The American Bar Association’s magazine has an article about “documentaries that swayed criminal cases.” Documentaries can be a very effective form of journalism, advocacy, or both. One example in the article is Joe Berlinger’s Paradise Lost Trilogy, three films over a period of fifteen years about three teenage boys accused of the May 1993 murders and sexual mutilation of three prepubescent boys. Because the accused boys listened to heavy metal music and had been in trouble for various petty offenses, the prosecution alleged that they killed the young boys as a part of a Satanic ritual. The filmmakers originally assumed that the boys were guilty.

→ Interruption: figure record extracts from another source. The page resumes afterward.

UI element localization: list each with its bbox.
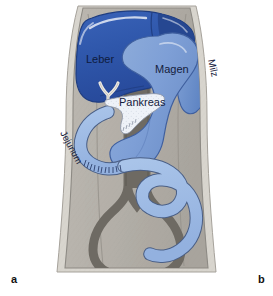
panel-letter-b: b	[258, 273, 265, 285]
anatomy-illustration: Leber Magen Milz Pankreas Jejunum a b	[0, 0, 273, 296]
label-liver: Leber	[86, 53, 114, 65]
label-pancreas: Pankreas	[119, 96, 166, 108]
panel-letter-a: a	[11, 273, 18, 285]
label-stomach: Magen	[155, 63, 189, 75]
anatomical-figure: Leber Magen Milz Pankreas Jejunum a b	[0, 0, 273, 296]
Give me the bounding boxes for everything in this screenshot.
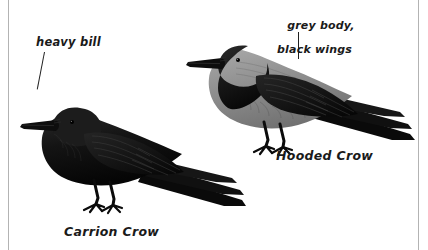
caption-hooded-crow: Hooded Crow [276, 148, 373, 163]
page-rule-right [418, 0, 419, 250]
page-rule-left [8, 0, 9, 250]
annotation-grey-body-line1: grey body, [287, 19, 355, 32]
annotation-heavy-bill: heavy bill [36, 36, 101, 48]
annotation-grey-body-line2: black wings [271, 44, 355, 56]
caption-carrion-crow: Carrion Crow [64, 224, 159, 239]
annotation-grey-body-black-wings: grey body, black wings [271, 8, 355, 79]
illustration-page: heavy bill grey body, black wings Carrio… [0, 0, 428, 250]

One of them confessed. But as they talked to the families of the murdered boys and reviewed the evidence, they concluded that they were not guilty. The documentaries, the attention brought to the case by celebrities including some rock musicians, and the review of DNA evidence that showed no connection between the boys and the murder, led to their being released from prison, though not a full exoneration.

The article also discusses Surviving R. Kelly, which gave women who had been sexually abused by the singer the opportunity to tell their stories. “Days after the premiere, Georgia and Illinois opened criminal investigations and encouraged more victims to come forward. By the next month, Kelly had lost his record deal and been charged by the Cook County state’s attorney in Chicago with sex abuse. In July 2019, he got hit with federal sex abuse charges as well. At press time, he sits in a Chicago jail awaiting trial.” He had managed to avoid responsibility in an earlier trial. The evidence in the documentary provided a path to holding him accountable.

Other documentaries mentioned include The Central Park Five, Making a Murderer, The Staircase, and documentary podcasts In the Dark and Serial.

The “documentary” footage taken by amateur observers has had an enormous impact recently, in tragedies like the death of George Floyd and in angry disputes over racist comments and wearing masks. Footage like that will certainly have an increasing impact on criminal and civil cases.